The storm was born in mid-afternoon as a low-pressure system hung over an area from Pierre, S.D., to LaCrosse, Wis. A warm front was to the south in Iowa. Wedged between the two was air that had warmed to 70 degrees with a dew point in the 60s.

That evening, as the warm front pushed north, the violent tornadoes developed.

The path of the tornadoes went south to northeast through Freeborn, Waseca and Steele counties and ended in Mower and Olmsted counties.

The National Weather Service had been posting tornado warnings all afternoon, but the ferocity of the storms took Waseca’s 6,100 residents by surprise.

With darkened skies, no one saw the funnels that moved toward Waseca after 6 p.m. and the town’s warning sirens were not sounded until after the storm had hit.

The twister sliced from south to north along the east edge of Waseca and many residents in other parts of town were unaware anything had happened.

Pete Madel Jr. lived just a few blocks to the west of where the tornado cut through. He and his wife were just leaving for the Twin Cities — driving on Highway 14 east — when Madel looked up.

“There was very dark skies, and as impossible as it was, I thought I saw a porch flying overhead.”

He spun the car around to check on their children and a baby sitter.

“At home everything was fine. The kids were still playing ball in the yard.” They watched the dark skies to the east for a while, but the weather calmed and they set back out on their trip to the Cities — this time taking Highway 13 to the north through the part of town that had no damage at all.

“We were all the way up by Jordan when we heard WCCO announcing there’d been this terrible tornado in Waseca. It’d already happened before we left and we didn’t know it,” Madel said.

The storm brought brief, heavy rain, a quick tornado and then everything was calm, Draheim said.

“It was odd because as soon as the tornado was gone, it didn’t rain a bit anymore. Even the water that had been puddled in the yard was like sucked out and everything was pretty dry and normal,” Draheim said.

About 20 homes in Waseca were destroyed and more than 50 damaged.

Hospital overrun

The Free Press reported that four men were playing cards at the White Castle Tavern on the north side of Clear Lake when the tornado cut through the building and a tree crashed through the roof and smashed the table they were playing at. None were injured.

Waseca Memorial Hospital was overrun with victims and people seeking word on friends and relatives. About 50 people were injured.
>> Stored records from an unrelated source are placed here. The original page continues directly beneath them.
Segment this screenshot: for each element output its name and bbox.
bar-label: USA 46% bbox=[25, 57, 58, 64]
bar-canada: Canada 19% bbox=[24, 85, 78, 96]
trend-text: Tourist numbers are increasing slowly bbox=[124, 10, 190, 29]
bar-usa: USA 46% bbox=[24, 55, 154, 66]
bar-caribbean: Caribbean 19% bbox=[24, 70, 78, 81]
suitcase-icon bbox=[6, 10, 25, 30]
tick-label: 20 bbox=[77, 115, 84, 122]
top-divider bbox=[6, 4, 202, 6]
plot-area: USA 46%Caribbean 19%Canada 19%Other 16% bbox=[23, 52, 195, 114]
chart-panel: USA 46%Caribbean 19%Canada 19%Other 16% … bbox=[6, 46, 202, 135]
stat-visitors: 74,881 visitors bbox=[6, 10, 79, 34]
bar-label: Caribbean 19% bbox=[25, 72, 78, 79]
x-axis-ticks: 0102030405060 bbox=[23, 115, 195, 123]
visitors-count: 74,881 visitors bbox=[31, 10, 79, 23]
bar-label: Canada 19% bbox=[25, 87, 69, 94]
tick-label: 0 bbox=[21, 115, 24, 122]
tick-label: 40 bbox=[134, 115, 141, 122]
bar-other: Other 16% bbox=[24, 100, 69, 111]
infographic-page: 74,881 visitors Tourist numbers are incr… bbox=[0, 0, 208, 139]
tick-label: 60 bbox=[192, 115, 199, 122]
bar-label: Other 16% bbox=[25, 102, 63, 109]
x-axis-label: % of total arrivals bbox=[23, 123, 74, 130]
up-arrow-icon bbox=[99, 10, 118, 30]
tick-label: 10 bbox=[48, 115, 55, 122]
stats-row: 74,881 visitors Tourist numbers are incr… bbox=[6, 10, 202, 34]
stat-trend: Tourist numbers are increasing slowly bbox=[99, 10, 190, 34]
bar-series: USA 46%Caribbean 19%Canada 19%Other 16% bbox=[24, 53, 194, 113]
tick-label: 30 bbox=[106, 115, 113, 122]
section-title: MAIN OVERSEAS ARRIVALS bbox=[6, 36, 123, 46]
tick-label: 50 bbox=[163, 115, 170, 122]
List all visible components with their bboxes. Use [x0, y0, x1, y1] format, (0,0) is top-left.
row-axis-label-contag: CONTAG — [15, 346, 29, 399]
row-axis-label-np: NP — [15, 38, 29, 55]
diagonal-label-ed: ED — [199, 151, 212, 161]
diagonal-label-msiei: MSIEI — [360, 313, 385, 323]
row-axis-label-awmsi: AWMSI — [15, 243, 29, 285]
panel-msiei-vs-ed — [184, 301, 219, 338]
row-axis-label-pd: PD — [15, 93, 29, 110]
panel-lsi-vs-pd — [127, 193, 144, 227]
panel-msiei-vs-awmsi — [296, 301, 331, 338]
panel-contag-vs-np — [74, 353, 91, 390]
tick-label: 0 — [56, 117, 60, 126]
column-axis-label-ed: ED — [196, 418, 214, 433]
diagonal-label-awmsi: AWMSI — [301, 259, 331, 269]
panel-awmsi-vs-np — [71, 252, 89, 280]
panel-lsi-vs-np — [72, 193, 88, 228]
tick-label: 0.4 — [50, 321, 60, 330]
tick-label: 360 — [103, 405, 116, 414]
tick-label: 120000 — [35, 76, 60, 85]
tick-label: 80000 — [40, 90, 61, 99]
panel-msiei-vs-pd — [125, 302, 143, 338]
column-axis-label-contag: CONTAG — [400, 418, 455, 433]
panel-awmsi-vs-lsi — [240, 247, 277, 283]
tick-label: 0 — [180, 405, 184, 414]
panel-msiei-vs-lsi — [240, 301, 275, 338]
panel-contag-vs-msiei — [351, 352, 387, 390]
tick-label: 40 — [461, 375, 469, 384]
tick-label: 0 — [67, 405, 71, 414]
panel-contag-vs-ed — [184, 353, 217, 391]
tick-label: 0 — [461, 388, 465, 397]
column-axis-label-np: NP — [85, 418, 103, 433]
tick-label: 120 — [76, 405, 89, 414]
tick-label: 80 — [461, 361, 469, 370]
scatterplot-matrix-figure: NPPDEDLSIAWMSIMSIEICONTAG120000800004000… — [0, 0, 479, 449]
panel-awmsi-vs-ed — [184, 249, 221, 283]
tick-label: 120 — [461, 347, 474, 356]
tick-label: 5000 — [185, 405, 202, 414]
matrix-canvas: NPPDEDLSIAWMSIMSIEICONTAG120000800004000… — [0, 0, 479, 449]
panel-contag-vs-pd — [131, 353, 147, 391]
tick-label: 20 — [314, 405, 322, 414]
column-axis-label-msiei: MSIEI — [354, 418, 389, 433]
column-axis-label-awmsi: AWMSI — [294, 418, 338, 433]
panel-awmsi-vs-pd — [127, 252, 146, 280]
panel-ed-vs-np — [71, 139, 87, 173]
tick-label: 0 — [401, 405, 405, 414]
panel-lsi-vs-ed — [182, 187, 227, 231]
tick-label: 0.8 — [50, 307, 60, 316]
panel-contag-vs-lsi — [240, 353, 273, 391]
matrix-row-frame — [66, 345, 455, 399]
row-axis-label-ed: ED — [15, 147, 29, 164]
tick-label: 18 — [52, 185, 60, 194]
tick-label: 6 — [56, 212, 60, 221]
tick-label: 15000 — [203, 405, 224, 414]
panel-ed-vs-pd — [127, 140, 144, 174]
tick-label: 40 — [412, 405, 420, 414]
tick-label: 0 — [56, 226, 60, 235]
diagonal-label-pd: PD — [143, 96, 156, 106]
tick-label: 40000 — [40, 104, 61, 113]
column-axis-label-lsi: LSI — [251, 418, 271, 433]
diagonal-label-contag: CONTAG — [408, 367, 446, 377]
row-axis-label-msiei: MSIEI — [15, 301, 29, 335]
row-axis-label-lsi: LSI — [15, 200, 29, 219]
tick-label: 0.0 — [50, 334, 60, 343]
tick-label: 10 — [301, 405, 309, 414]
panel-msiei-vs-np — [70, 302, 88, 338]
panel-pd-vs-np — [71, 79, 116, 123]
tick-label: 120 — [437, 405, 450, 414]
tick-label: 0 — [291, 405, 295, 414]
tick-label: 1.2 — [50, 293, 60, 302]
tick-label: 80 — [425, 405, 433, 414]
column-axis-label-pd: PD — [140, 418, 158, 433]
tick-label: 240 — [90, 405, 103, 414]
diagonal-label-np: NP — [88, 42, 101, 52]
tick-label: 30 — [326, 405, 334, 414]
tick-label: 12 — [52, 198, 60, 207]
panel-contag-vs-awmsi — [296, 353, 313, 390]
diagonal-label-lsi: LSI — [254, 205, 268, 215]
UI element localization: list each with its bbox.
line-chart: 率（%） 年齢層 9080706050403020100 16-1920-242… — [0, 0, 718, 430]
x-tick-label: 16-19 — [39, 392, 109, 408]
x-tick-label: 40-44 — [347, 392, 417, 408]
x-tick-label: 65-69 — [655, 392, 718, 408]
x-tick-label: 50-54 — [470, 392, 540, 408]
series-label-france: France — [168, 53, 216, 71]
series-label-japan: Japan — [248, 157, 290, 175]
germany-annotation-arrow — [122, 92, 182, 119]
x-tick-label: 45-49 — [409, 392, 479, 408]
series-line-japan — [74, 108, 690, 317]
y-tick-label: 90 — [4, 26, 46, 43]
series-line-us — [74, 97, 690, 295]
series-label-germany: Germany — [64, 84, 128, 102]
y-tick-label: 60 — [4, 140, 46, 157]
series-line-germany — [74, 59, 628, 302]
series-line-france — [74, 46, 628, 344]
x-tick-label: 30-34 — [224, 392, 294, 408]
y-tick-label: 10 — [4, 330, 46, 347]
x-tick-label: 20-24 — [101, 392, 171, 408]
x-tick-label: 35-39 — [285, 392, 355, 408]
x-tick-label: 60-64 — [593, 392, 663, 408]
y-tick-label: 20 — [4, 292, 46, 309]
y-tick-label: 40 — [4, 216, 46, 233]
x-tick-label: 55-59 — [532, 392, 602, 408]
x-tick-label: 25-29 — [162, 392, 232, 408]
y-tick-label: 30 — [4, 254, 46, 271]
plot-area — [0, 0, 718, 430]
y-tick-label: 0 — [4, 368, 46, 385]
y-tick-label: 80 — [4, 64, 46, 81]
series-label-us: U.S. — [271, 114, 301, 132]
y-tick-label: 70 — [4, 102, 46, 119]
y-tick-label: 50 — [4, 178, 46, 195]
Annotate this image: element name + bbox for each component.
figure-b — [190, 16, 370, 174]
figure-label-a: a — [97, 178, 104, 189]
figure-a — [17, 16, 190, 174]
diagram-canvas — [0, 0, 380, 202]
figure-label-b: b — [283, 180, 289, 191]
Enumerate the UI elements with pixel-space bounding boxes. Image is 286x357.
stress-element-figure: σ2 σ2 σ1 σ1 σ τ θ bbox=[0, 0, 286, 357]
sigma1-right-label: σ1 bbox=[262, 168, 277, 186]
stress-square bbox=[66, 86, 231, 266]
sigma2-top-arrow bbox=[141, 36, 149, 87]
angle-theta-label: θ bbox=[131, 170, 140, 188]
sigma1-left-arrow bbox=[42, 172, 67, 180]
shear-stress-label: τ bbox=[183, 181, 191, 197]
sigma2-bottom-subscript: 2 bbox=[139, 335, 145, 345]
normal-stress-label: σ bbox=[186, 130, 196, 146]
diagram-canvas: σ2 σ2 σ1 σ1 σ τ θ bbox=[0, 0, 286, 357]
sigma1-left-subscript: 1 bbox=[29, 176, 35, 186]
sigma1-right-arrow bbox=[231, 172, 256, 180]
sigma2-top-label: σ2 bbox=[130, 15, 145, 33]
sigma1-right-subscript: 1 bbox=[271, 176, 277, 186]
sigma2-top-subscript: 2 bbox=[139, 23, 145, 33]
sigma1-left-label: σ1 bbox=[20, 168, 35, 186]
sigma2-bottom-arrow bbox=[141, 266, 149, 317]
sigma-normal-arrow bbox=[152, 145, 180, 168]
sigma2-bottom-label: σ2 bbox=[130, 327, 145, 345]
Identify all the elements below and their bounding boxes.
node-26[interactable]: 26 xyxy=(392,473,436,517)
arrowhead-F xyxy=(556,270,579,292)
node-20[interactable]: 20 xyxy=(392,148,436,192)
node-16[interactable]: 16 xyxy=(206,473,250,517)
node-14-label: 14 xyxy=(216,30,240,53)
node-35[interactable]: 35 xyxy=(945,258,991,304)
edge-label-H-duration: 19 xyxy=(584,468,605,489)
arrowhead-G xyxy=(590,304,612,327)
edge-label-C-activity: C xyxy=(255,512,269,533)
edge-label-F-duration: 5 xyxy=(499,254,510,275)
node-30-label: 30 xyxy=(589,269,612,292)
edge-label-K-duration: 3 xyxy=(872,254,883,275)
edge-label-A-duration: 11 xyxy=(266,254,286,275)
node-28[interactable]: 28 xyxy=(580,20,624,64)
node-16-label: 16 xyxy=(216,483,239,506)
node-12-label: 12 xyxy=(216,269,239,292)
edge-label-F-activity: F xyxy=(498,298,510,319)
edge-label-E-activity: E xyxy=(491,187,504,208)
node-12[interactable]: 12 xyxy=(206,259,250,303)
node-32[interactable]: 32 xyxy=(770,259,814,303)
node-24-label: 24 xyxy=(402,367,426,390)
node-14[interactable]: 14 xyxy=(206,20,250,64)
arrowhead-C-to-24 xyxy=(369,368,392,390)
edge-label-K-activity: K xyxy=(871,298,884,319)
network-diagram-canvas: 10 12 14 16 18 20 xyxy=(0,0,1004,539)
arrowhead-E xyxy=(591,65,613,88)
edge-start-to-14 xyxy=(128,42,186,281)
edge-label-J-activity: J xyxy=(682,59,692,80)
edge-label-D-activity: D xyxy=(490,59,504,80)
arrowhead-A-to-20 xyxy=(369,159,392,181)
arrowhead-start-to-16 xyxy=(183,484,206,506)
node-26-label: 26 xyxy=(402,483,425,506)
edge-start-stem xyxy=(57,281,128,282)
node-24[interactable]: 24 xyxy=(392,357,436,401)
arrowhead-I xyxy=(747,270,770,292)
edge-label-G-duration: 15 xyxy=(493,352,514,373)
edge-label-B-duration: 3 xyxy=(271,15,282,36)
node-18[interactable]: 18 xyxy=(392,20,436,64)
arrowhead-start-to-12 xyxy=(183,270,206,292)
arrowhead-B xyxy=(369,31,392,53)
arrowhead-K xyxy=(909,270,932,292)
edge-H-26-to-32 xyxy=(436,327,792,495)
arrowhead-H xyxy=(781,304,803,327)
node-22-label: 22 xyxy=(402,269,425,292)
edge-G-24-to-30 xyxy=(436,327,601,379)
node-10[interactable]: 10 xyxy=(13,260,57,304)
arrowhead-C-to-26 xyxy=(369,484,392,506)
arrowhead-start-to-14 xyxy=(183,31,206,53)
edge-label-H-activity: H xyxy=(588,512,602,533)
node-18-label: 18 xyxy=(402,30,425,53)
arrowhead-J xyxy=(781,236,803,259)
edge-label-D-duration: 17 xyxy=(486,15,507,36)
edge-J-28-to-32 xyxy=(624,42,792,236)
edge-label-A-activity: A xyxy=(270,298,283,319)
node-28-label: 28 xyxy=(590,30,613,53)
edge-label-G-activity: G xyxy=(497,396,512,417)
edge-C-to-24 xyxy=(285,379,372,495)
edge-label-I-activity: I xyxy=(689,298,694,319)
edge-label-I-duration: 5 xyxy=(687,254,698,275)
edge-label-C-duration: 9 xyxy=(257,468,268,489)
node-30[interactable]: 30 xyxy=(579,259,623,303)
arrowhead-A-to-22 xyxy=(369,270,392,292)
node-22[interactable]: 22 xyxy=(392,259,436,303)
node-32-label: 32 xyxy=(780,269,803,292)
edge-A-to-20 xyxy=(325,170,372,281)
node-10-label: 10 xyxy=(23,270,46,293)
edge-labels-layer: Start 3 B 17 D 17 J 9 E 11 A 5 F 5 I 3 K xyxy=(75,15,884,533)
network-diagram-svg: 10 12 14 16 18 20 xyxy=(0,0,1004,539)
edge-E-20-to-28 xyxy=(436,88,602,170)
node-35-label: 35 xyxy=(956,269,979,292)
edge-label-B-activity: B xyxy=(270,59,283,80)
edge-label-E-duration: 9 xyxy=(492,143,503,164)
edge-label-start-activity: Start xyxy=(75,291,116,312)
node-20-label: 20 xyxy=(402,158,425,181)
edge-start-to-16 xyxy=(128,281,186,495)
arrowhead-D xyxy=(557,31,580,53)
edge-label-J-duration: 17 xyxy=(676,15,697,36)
Doctors, nurses, X-ray machines and other medical supplies quickly poured in from around the area.

The bodies of John Riple, 87, and his wife Teresa, 67, were found near their shattered home on Southeast 11th Street.

Art Rux and his wife, Lydia, were in their car when the twister hit. The car was blown into Clear Lake and both died.

George Willock, the fifth Waseca victim, was decapitated and his body found near his home.

Then-Waseca County Sheriff Don Eustice set up security in the area, with 40 National Guard troops coming in to help and to prevent looting and limit gawkers.

Gov. Harold LeVander visited Waseca the day after the storm to survey damage.

In the following days, volunteers from 45 communities came to Waseca, working along area high school students and residents to clean up debris from the tornadoes.